In Reith 4 our hero finally reaches Edinburgh. ‘Civil Society and its Enemies’ has market, Motherhood, Apple Pie, and the Big Society cleaning up the polluted Welsh beach chez Fergy that the lazy state ignores. He pats Free Schools on the head; after all he is advising Michael Gove, another noisy Scots renegade. A few representative local profs – John Haldane, John Curtis (sic), Colin Kidd – question and get slapped down. Ernest Gellner’s ‘strong civil society’ of the Scots ‘estates’ – Kirk, Law, Burghs, Colleges – is ignored.

Yet plastic-soiled beaches are the pendant to the rise of marine oil and gas, which vomits the stuff out as by-product . Chris Smout, Doyen of Scots Historians – does Fergy even know of him? –  tells in his fine ‘Land and Sea’ essay in the Oxford Handbook of Modern Scottish History (2012) how we have been afflicted by a commerce as ‘heartless and witless’ as Thomas Hardy’s ‘nature’,  which it has wrecked:

‘The productivity of the North Sea is one tenth of what it was in 1883 … Greenhouse gas emissions fell by 13 per cent between 1995 and 2004 … but if we take into account those emissions generated by manufacturing imports, they rose by 11 per cent over the same period’.

III

Civilisation’s ‘killer apps’ – inevitably a borrowing from disjaikit yoof thumbing its handhelds, fathoming the factflood through peremptory commands  – would have been commonplace in T S Ashton’s day. Competition, science, democracy, medicine, consumerism, and the work ethic simply enable Fergy –  the M’Choakumchild for our own Hard Times –  to slot in a conventional narrative of the sort we thought Eric Hobsbawm had seen off. But ‘rapping for executives’ is going to leave a lot out.

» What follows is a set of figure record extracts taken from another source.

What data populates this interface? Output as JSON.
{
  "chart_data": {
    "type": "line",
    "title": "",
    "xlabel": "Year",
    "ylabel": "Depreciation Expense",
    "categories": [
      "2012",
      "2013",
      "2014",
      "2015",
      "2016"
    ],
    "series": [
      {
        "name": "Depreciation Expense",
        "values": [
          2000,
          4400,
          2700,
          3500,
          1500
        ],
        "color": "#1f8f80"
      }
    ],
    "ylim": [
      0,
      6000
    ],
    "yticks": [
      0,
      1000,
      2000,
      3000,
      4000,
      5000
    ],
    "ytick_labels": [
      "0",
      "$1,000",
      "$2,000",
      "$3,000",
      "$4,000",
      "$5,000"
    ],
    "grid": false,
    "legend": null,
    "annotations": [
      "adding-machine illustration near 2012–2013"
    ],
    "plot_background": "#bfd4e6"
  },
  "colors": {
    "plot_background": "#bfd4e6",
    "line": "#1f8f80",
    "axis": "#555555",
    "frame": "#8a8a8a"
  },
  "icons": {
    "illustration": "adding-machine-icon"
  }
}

Look up ‘environment’ in Civilisation’s index, and find a couple of pages, largely devoted to the evangelical American Christian take on it. Fergy may claim to be a Humeian sceptic but his readership is out there. In the boondocks, in the airport bookstore, the Romneyites, the Tea Party, are thumping their Bibles and fracking God’s land. No contest.

Goldman Sachs was ‘vampire squid’, Fergy’s Reith is damp squid: not feral but feart.  So please stop. You’re famous. You’ve appeared on ‘The Simpsons’. Think.

Go wreck a sand dune with Donald Trump? Do a Huffington? Hug trees? Guest with Springsteen, hollering against the bosses? This is showbiz, after all.